Stored data

=-=-=-=-=

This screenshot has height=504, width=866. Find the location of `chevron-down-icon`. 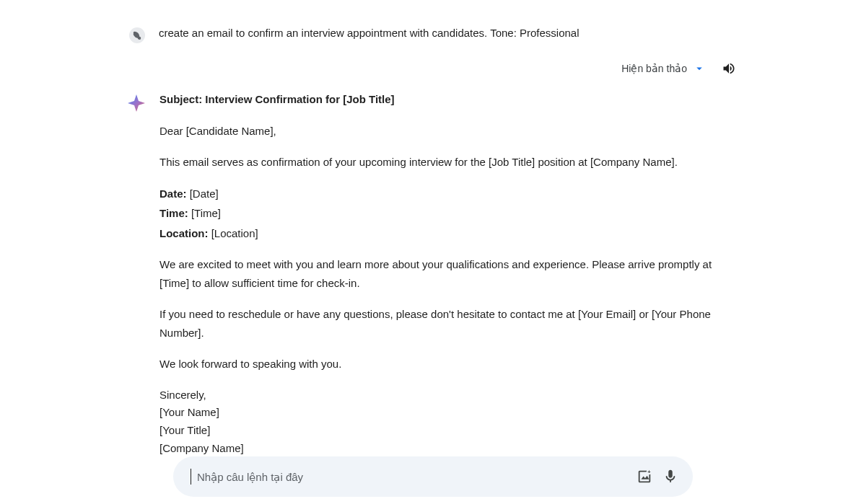

chevron-down-icon is located at coordinates (699, 68).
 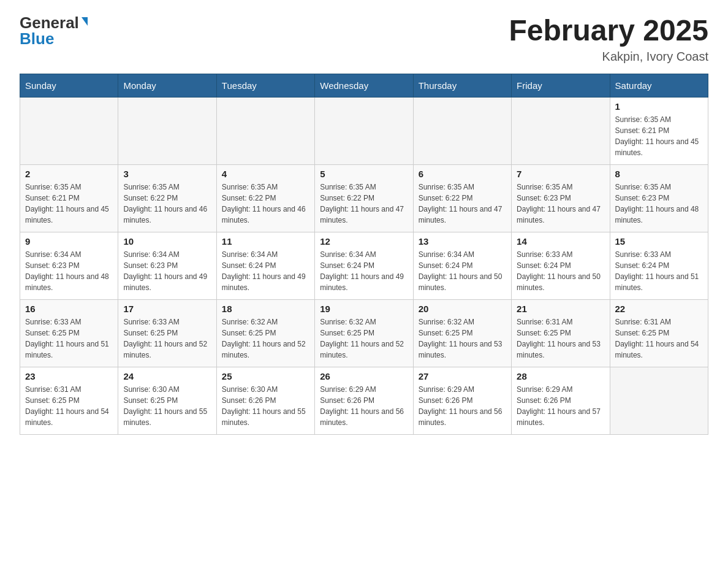 What do you see at coordinates (659, 85) in the screenshot?
I see `day-of-week-header: Saturday` at bounding box center [659, 85].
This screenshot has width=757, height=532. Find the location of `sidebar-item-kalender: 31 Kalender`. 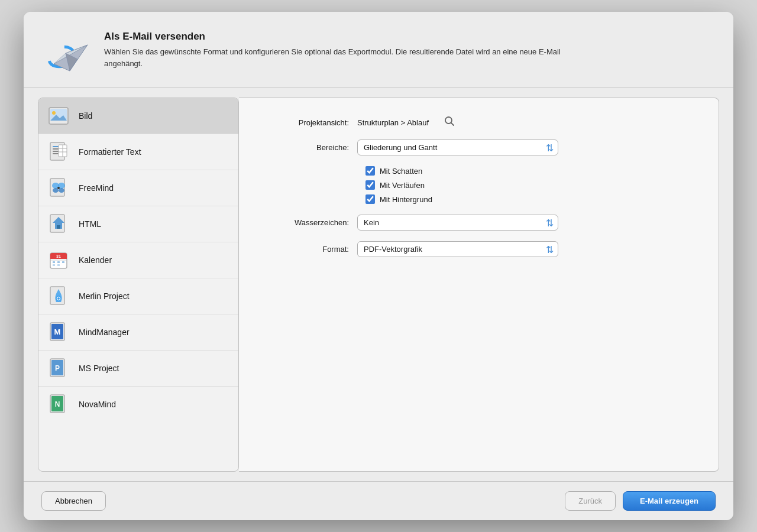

=-=-=-=-=

Problem requirements
Copy every line of the listing above exactly. Leave each picture out.

Task answer
This screenshot has height=504, width=866. Find the location of `chevron-down-icon`. 

chevron-down-icon is located at coordinates (699, 68).
  What do you see at coordinates (659, 85) in the screenshot?
I see `day-of-week-header: Saturday` at bounding box center [659, 85].
This screenshot has width=757, height=532. Find the location of `sidebar-item-kalender: 31 Kalender`. 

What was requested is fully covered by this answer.